Muscle hypertonia may have an extrinsic component resulting from altered neural mechanisms acting on muscles, and an intrinsic component that refers to changes in the soft tissues composing muscles, tendons and joints. These components often coexist in the same patient, making it necessary to enable distinct interventions directed at the underlying impairments. While the quantification of extrinsic hypertonia is best performed by clinical neurophysiology, that of intrinsic hypertonia requires a wide range of skills ranging from biomechanics to US- or RM-based techniques. Having a reliable indicator of the overall state of the hypertonic muscle that complements both neural and not-neural components would certainly help in planning, performing and monitoring specific patient's treatment.
Recently, we set up a photonic-based, easy-to-apply, bed-side procedure able to provide a surrogate marker of the current biological state of the living muscle. A small-sized, portable, spectrophotometer is used to collect reflectance spectra from muscles in the near infrared region that are subjected to chemiometric analysis. In healthy subjects, this procedure distinguished upper limb flexors from extensors, and was sensitive to anthropometric variables (sex, age, and body mass index).
In this research project we will apply reflectance spectroscopy to patients with post-stroke spasticity and hypertonia who undergo periodical botulinum toxin treatment. We will acquire spectra in the visible short-wave infrared regions from the upper limb flexors and extensors before, one-, and three- months after the injection of incobotulinumA in the biceps muscle. Spectra off-line analysis will include PCA aimed to spectral grouping, PLS-DA for implementing discrimination/prediction models, correlation with clinical data. We aim to see whether photonic evaluation distinguish normal from affected muscles, affected from unaffected muscles in patients, muscle changes induced by chemo-denervation.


The answer should consist of all the records, written out word for word.

^^^^^^^^^^^^^^^^

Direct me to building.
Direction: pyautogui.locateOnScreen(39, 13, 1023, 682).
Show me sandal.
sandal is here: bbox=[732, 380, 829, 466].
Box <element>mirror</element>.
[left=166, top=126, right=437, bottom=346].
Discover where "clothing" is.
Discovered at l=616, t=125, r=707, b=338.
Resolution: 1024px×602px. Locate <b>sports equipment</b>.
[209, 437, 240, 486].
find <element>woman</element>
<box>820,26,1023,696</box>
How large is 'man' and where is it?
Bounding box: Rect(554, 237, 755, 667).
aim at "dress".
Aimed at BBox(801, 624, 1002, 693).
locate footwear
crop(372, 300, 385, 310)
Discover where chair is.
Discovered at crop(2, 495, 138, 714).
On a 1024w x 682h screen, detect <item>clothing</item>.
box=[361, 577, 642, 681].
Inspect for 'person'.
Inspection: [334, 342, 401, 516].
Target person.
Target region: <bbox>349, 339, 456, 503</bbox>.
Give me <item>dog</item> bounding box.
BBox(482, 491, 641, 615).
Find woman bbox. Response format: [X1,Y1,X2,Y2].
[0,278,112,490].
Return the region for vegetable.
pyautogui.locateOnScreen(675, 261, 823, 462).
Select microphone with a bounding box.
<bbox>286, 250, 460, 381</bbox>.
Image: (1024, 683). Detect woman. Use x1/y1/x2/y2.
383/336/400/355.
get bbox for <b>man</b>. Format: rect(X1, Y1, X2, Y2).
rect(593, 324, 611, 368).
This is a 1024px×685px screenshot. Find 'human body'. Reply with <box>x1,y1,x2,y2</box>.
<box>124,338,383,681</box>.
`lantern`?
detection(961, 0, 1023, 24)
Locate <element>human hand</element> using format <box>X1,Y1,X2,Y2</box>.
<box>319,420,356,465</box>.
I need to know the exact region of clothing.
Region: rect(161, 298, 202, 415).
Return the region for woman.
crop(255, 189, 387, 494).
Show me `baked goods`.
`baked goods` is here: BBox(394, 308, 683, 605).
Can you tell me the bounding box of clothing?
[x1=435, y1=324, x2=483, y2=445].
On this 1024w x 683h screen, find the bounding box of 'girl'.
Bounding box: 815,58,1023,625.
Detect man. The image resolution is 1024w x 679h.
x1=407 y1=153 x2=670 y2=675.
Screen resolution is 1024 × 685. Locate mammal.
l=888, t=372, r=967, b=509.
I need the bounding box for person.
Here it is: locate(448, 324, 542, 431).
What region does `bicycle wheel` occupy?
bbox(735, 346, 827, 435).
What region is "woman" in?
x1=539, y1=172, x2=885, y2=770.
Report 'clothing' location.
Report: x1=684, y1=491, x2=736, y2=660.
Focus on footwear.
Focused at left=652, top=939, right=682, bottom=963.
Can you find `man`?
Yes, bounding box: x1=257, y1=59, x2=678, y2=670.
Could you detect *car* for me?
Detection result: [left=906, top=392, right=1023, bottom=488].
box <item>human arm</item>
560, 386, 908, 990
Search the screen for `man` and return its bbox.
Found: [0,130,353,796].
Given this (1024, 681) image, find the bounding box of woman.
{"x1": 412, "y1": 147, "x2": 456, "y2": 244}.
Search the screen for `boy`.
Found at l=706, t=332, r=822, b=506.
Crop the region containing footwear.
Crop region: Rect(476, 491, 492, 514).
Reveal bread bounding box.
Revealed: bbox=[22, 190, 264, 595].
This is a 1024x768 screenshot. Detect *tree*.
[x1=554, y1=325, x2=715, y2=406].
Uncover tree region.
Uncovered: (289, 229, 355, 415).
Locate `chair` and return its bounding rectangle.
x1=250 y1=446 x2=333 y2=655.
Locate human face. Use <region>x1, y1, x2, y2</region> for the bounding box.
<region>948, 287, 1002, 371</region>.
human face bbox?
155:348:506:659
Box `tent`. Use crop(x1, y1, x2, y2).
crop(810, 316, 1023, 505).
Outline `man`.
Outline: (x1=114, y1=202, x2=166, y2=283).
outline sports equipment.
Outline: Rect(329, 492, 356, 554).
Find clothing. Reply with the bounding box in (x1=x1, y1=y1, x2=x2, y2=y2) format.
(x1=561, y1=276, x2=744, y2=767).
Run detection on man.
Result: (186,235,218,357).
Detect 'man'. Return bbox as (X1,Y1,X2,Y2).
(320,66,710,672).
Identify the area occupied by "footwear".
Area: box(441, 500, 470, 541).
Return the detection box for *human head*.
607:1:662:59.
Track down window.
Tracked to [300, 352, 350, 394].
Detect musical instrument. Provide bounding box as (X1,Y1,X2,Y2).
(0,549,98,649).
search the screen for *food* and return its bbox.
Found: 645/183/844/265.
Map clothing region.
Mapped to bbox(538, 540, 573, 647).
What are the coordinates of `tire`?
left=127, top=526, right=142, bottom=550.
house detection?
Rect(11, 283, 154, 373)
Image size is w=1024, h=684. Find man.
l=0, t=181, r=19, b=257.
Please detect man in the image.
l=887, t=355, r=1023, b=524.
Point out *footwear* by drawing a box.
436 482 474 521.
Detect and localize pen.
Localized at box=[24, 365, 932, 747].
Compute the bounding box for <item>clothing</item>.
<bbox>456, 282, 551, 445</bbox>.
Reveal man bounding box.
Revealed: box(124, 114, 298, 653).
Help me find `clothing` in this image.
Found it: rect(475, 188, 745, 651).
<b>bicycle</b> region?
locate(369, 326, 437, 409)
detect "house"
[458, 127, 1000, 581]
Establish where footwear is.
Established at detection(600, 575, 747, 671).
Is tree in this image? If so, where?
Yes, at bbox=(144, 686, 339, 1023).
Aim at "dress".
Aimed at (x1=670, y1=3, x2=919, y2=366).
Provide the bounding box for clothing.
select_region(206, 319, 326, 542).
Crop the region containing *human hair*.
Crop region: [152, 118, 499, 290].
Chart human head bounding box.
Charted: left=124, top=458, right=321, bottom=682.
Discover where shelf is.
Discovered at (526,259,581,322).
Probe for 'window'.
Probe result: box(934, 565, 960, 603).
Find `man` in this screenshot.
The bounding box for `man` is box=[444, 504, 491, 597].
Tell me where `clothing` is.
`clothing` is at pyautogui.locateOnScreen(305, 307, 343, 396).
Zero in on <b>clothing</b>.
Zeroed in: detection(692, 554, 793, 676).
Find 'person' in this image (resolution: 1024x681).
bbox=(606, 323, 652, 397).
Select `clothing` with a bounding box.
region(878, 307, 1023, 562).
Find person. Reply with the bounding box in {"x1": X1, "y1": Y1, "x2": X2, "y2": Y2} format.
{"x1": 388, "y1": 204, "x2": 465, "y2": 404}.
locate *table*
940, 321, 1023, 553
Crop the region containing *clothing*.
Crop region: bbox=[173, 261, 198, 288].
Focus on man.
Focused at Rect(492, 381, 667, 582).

^^^^^^^^^^^^^^^^

■ TASK RESPONSE ■
Direct me to building.
Direction: pyautogui.locateOnScreen(39, 13, 1023, 682).
Show me sandal.
sandal is here: bbox=[732, 380, 829, 466].
Box <element>mirror</element>.
[left=166, top=126, right=437, bottom=346].
Discover where "clothing" is.
Discovered at l=616, t=125, r=707, b=338.
Resolution: 1024px×602px. Locate <b>sports equipment</b>.
[209, 437, 240, 486].
find <element>woman</element>
<box>820,26,1023,696</box>
How large is 'man' and where is it?
Bounding box: Rect(554, 237, 755, 667).
aim at "dress".
Aimed at BBox(801, 624, 1002, 693).
locate footwear
crop(372, 300, 385, 310)
Discover where chair is.
Discovered at crop(2, 495, 138, 714).
On a 1024w x 682h screen, detect <item>clothing</item>.
box=[361, 577, 642, 681].
Inspect for 'person'.
Inspection: [334, 342, 401, 516].
Target person.
Target region: <bbox>349, 339, 456, 503</bbox>.
Give me <item>dog</item> bounding box.
BBox(482, 491, 641, 615).
Find woman bbox. Response format: [X1,Y1,X2,Y2].
[0,278,112,490].
Return the region for vegetable.
pyautogui.locateOnScreen(675, 261, 823, 462).
Select microphone with a bounding box.
<bbox>286, 250, 460, 381</bbox>.
Image: (1024, 683). Detect woman. Use x1/y1/x2/y2.
383/336/400/355.
get bbox for <b>man</b>. Format: rect(X1, Y1, X2, Y2).
rect(593, 324, 611, 368).
This is a 1024px×685px screenshot. Find 'human body'. Reply with <box>x1,y1,x2,y2</box>.
<box>124,338,383,681</box>.
`lantern`?
detection(961, 0, 1023, 24)
Locate <element>human hand</element> using format <box>X1,Y1,X2,Y2</box>.
<box>319,420,356,465</box>.
I need to know the exact region of clothing.
Region: rect(161, 298, 202, 415).
Return the region for woman.
crop(255, 189, 387, 494).
Show me `baked goods`.
`baked goods` is here: BBox(394, 308, 683, 605).
Can you tell me the bounding box of clothing?
[x1=435, y1=324, x2=483, y2=445].
On this 1024w x 683h screen, find the bounding box of 'girl'.
Bounding box: 815,58,1023,625.
Detect man. The image resolution is 1024w x 679h.
x1=407 y1=153 x2=670 y2=675.
Screen resolution is 1024 × 685. Locate mammal.
l=888, t=372, r=967, b=509.
I need the bounding box for person.
Here it is: locate(448, 324, 542, 431).
What region does `bicycle wheel` occupy?
bbox(735, 346, 827, 435).
What region is "woman" in?
x1=539, y1=172, x2=885, y2=770.
Report 'clothing' location.
Report: x1=684, y1=491, x2=736, y2=660.
Focus on footwear.
Focused at left=652, top=939, right=682, bottom=963.
Can you find `man`?
Yes, bounding box: x1=257, y1=59, x2=678, y2=670.
Could you detect *car* for me?
Detection result: [left=906, top=392, right=1023, bottom=488].
box <item>human arm</item>
560, 386, 908, 990
Search the screen for `man` and return its bbox.
Found: [0,130,353,796].
Given this (1024, 681) image, find the bounding box of woman.
{"x1": 412, "y1": 147, "x2": 456, "y2": 244}.
Search the screen for `boy`.
Found at l=706, t=332, r=822, b=506.
Crop the region containing footwear.
Crop region: Rect(476, 491, 492, 514).
Reveal bread bounding box.
Revealed: bbox=[22, 190, 264, 595].
This is a 1024x768 screenshot. Detect *tree*.
[x1=554, y1=325, x2=715, y2=406].
Uncover tree region.
Uncovered: (289, 229, 355, 415).
Locate `chair` and return its bounding rectangle.
x1=250 y1=446 x2=333 y2=655.
Locate human face. Use <region>x1, y1, x2, y2</region> for the bounding box.
<region>948, 287, 1002, 371</region>.
human face bbox?
155:348:506:659
Box `tent`. Use crop(x1, y1, x2, y2).
crop(810, 316, 1023, 505).
Outline `man`.
Outline: (x1=114, y1=202, x2=166, y2=283).
outline sports equipment.
Outline: Rect(329, 492, 356, 554).
Find clothing. Reply with the bounding box in (x1=x1, y1=y1, x2=x2, y2=y2) format.
(x1=561, y1=276, x2=744, y2=767).
Run detection on man.
Result: (186,235,218,357).
Detect 'man'. Return bbox as (X1,Y1,X2,Y2).
(320,66,710,672).
Identify the area occupied by "footwear".
Area: box(441, 500, 470, 541).
Return the detection box for *human head*.
607:1:662:59.
Track down window.
Tracked to [300, 352, 350, 394].
Detect musical instrument. Provide bounding box as (X1,Y1,X2,Y2).
(0,549,98,649).
search the screen for *food* and return its bbox.
Found: 645/183/844/265.
Map clothing region.
Mapped to bbox(538, 540, 573, 647).
What are the coordinates of `tire`?
left=127, top=526, right=142, bottom=550.
house detection?
Rect(11, 283, 154, 373)
Image size is w=1024, h=684. Find man.
l=0, t=181, r=19, b=257.
Please detect man in the image.
l=887, t=355, r=1023, b=524.
Point out *footwear* by drawing a box.
436 482 474 521.
Detect and localize pen.
Localized at box=[24, 365, 932, 747].
Compute the bounding box for <item>clothing</item>.
<bbox>456, 282, 551, 445</bbox>.
Reveal man bounding box.
Revealed: box(124, 114, 298, 653).
Help me find `clothing` in this image.
Found it: rect(475, 188, 745, 651).
<b>bicycle</b> region?
locate(369, 326, 437, 409)
detect "house"
[458, 127, 1000, 581]
Establish where footwear is.
Established at detection(600, 575, 747, 671).
Is tree in this image? If so, where?
Yes, at bbox=(144, 686, 339, 1023).
Aim at "dress".
Aimed at (x1=670, y1=3, x2=919, y2=366).
Provide the bounding box for clothing.
select_region(206, 319, 326, 542).
Crop the region containing *human hair*.
Crop region: [152, 118, 499, 290].
Chart human head bounding box.
Charted: left=124, top=458, right=321, bottom=682.
Discover where shelf is.
Discovered at (526,259,581,322).
Probe for 'window'.
Probe result: box(934, 565, 960, 603).
Find `man` in this screenshot.
The bounding box for `man` is box=[444, 504, 491, 597].
Tell me where `clothing` is.
`clothing` is at pyautogui.locateOnScreen(305, 307, 343, 396).
Zero in on <b>clothing</b>.
Zeroed in: detection(692, 554, 793, 676).
Find 'person' in this image (resolution: 1024x681).
bbox=(606, 323, 652, 397).
Select `clothing` with a bounding box.
region(878, 307, 1023, 562).
Find person. Reply with the bounding box in {"x1": X1, "y1": Y1, "x2": X2, "y2": Y2} format.
{"x1": 388, "y1": 204, "x2": 465, "y2": 404}.
locate *table*
940, 321, 1023, 553
Crop the region containing *clothing*.
Crop region: bbox=[173, 261, 198, 288].
Focus on man.
Focused at Rect(492, 381, 667, 582).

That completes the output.